A: A coast-to-coast heat dome pattern does not appear to be the dominant signal this year. A developing El Niño typically supports more west-to-east movement, which makes long-lasting extreme warmth less likely. That said, heat-dome-like setups cannot be ruled out. El Niño can also support split flow, which allows cut-off highs to become trapped outside the main jet stream. That means periods of significant heat are still possible, especially in the west.

Q: Will wildfire smoke become a major issue again this summer?

A: Wildfire smoke can always be a risk during the Canadian summer, but conditions heading into this season are generally less concerning than they were entering the previous few summers. For central and eastern Canada, air quality may improve compared to the past several years. British Columbia and northern Canada remain the key regions to watch for wildfire and smoke risk during hotter, drier stretches.

Q: Why are meteorologists watching the western Pacific typhoon season for clues about Canada’s summer?

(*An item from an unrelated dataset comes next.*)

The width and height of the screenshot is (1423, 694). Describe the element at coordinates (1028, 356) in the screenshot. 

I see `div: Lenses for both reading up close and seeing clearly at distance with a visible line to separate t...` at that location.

A: If western Pacific typhoons recurve, they can inject energy into the jet stream and send ripple effects downstream across North America. At times, that energy can reinforce western ridging and deepen troughing farther east, including around the Great Lakes.

Q: Could this still become a historic summer weather-wise?

A: It’s possible. Seasonal forecasting focuses on broad patterns and tendencies, not individual severe thunderstorms or hurricanes.

Even quieter or cooler El Niño summers can still produce historic weather events and reshape how a season is remembered. The eerily quiet 1992 Atlantic hurricane season still produced Hurricane Andrew, one of the most destructive and costliest hurricanes in U.S history.

And, during the cooler summer of 2009, Ontario experienced the largest single-day tornado outbreak in Canadian history with 19 confirmed tornadoes. Lower overall risk never means zero risk.

To see what summer has in store for Canada as a whole, check out our national forecast here.

WATCH: Canada's overall 2026 Summer Forecast

This article was written with the guidance and forecasting of Dr. Doug Gillham, a senior meteorologist at The Weather Network.